The Courier & Advertiser (Fife Edition)
Commission cap on post-2020 direct payments poses global challenge
Eurofile: Juncker confirms limit will be 60,000 euros and looks to support small farm holdings
European Commission president Jean Claude Juncker has confirmed there will be a limit on direct payments in the post2020 Common Agricultural Policy.
He said this would be 60,000 euros, or around £52,500, and the CAP should support small farm holdings and not “agricultural factories”.
While future UK support policies are up in the air, Defra Secretary Michael Gove has suggested a cap on payments and policies to ensure payments go to farmers rather than landlords.
The challenge for the Commission will be to maintain a globally competitive farming industry while effectively putting its bigger farms at a financial disadvantage. UTPs and turf wars Farmers have waited a long time to see legislation across the EU to limit so-called unfair trade practices (UTPs) along the food chain.
This is now going through the lengthy process of approval by member states, the Commission and European Parliament. That outcome cannot be taken for granted, and before it even begins it has triggered a turf war in the European Parliament.
Since the legislation is from Farm Commissioner Phil Hogan it was assumed the investigation into it would be the job of the Parliament’s agriculture committee.

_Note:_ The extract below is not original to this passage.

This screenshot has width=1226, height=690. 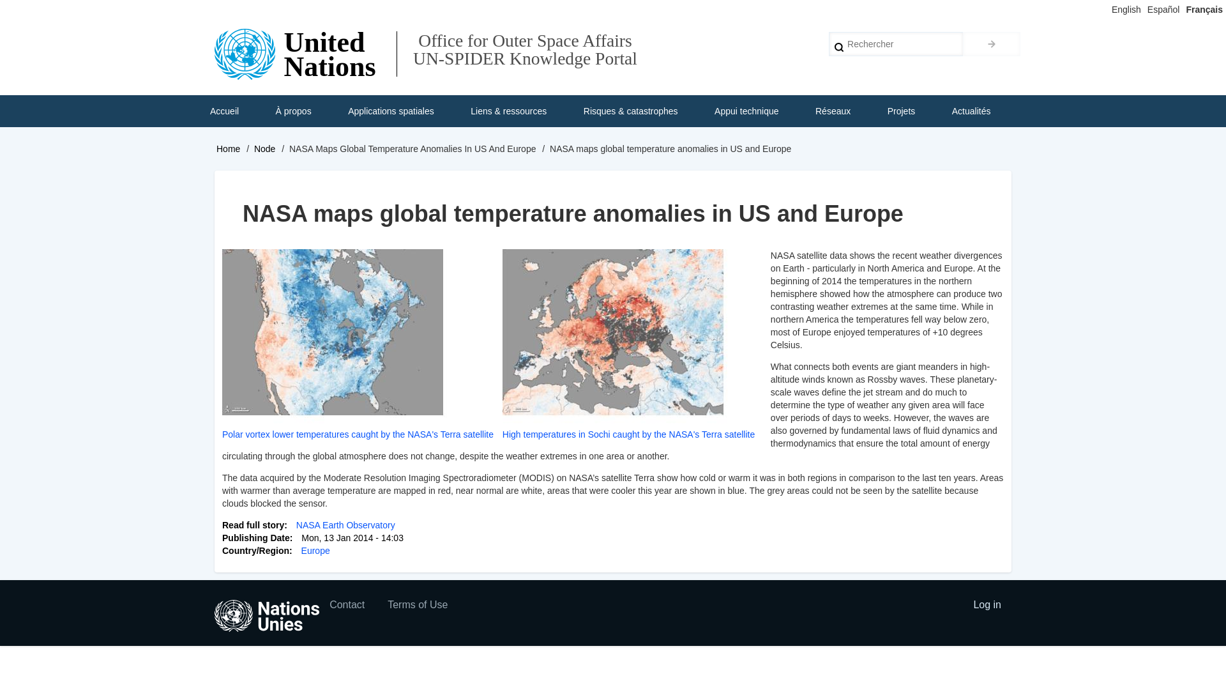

However, the committee responsible for the internal market says it should be its role.
Meanwhile some MEPs want EU competition authorities to investigate the planned merger of Asda and Sainsbury, despite only UK businesses being involved. WTO antibiotic resistance The European Commission is risking action against it by the World Trade Organisation (WTO) over suggestions it could ban meat and other food imports from countries using antimicrobials that are banned or restricted in the EU.
This would be part of a wider European strategy to tackle the threat to people from antibiotic resistance.
It has been suggested that this would be a non-scientific trade barrier. That would be illegal under WTO rules.
The risk from less well-controlled use of these products in third countries is something the UK farming lobby could use to counter government plans to ease tariffs to secure post-Brexit trade deals. Lift for dairy farmers The latest Food and Agriculture Organisation figures point to stable prices, with encouraging news for dairy farmers, as in April dairy prices were one of the few commodities where prices rose.
They were up by 3.4% year-on-year on the back of what the report describes as “robust” demand for dairy products and concerns about the volumes New Zealand will have available for export. This should help head off pressure for lower milk prices, as a result of a surge in production in Europe.
The report also predicts that while demand is increasing, cereal production will fall slightly in 2018, because of weather problems in key countries.